Vans Warped Tour is going away. And depending on who you talk to, this can be seen as both a good and a bad thing. On one hand, the touring punk festival played a key roll in launching the careers of bands like Blink-182 and Fall Out Boy, and provided a rite of passage for many suburban kids to attend their first festival. On the other hand, recent years have seen more controversy, including incidents involving the bands Slaves and Front Porch Step.
In an interview with Billboard, Vans Warped Tour founder Kevin Lyman gave a sprawling interview about the history of the festival, but when the conversation steered toward the controversies of the festival, he seemed to think that the event had done a great job at policing itself and didn’t need the help of outsiders, writing off sexual harassment as simply “part of the culture.”
Lyman gave the following response when asked about what it was like dealing with sexual harassment on the tour:
Well, that sexual harassment didn’t happen on Warped Tour. If you go through every one of those stories, it didn’t happen on Warped Tour. The Jonny Craig thing did happen on Warped Tour, and I addressed it the same way. We sent him away. And then all of a sudden, I’ve gotta have town hall meetings with it. But if you really go through all that stuff, things happen prior to the tour or things… it’s part of the culture.
Warped Tour, the thing is, it’s funny because the way we used to deal with any problem was if we found out an artist was disrespecting a woman, they were usually brought back behind a tour bus by some people on the tour, and given a few options in life. Your life was not being threatened, but you were educated out there.
There’s artists that come to me and go, ‘You know what? I was young. I didn’t know I was offending the women… I didn’t know that until one of the bands that I respected growing up pulled me aside and told me this is unacceptable.’ The Front Porch Step thing, to be honest — he wasn’t on the tour, but then we brought him to that one show. I was still going under the premise of asking professionals, thinking it was the right thing to do. I still looked to professionals, because I’m not a trained therapist or psychologist. So the way we addressed it was, I supplemented the organization A Voice For the Innocent to come out and be a part of my tour. They’ve grown into a large organization that’s helping all these kids year ‘round now.”
It’s easy to see the problem in this, as dealing with sexual harassment behind closed doors and without tangible repercussions neither protects women from possible harm nor allows professional consequences for the artist’s actions.

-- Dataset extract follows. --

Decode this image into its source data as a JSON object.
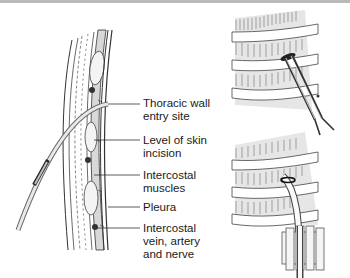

It can be said that social media at least allows for fans to make up their own minds when they see accusations being flung at someone. But Lyman bemoaned the use of social media to log complaints, instead asserting that he should be the one that people are coming to with accusations:
It was a few years ago when I would read something an artist posted online while they were on tour with us without coming and discussing it with me first. I thought I at least should have the respect at this point of an artist — the times had changed — where an artist would come and talk to me about something they didn’t like or something I was doing that they didn’t agree with, not read about it when I wake up on the bus in the morning on their Twitter account.
When Billboard responded that it might be hard to get in touch with him, Lyman scoffed at the assertion, noting that he makes it very clear how to get ahold of him, calling Warped Tour “my school.” “Look, you’re not going to be on my tour unless you can at least discuss situations with me before I read about it in public,” Lyman said. “If you still then don’t agree, or if we don’t come to a resolution, then that’s what it is. But you at least owe me that respect, because I am paying you, right, to be out here? I am feeding you to be out here. At least have the respect to have that discussion with me.”
The whole premise that Lyman raises seems to promote secrecy, and judging by how some of the problems of the past were handled, particularly with Front Porch Step being allowed to continue on the tour despite sexual assault allegations, it is a flawed system. Later in the interview, Lyman even hints at how he views the present environment of men being held accountable for past actions as not a reckoning, but as a possible hazard. “And as my wife said this weekend,” he said, “we watched what happened with Brand New and these kinds of things. And she goes, ‘Oh, I see a storm gathering. You’ll get sucked into this somehow.’
It all presents a warped (no pun intended) view of the culture surrounding sexual harassment and sexual assault, where the biggest concern isn’t protecting women, but optics. With all that’s been said, maybe Warped Tour’s conclusion is a good thing after all.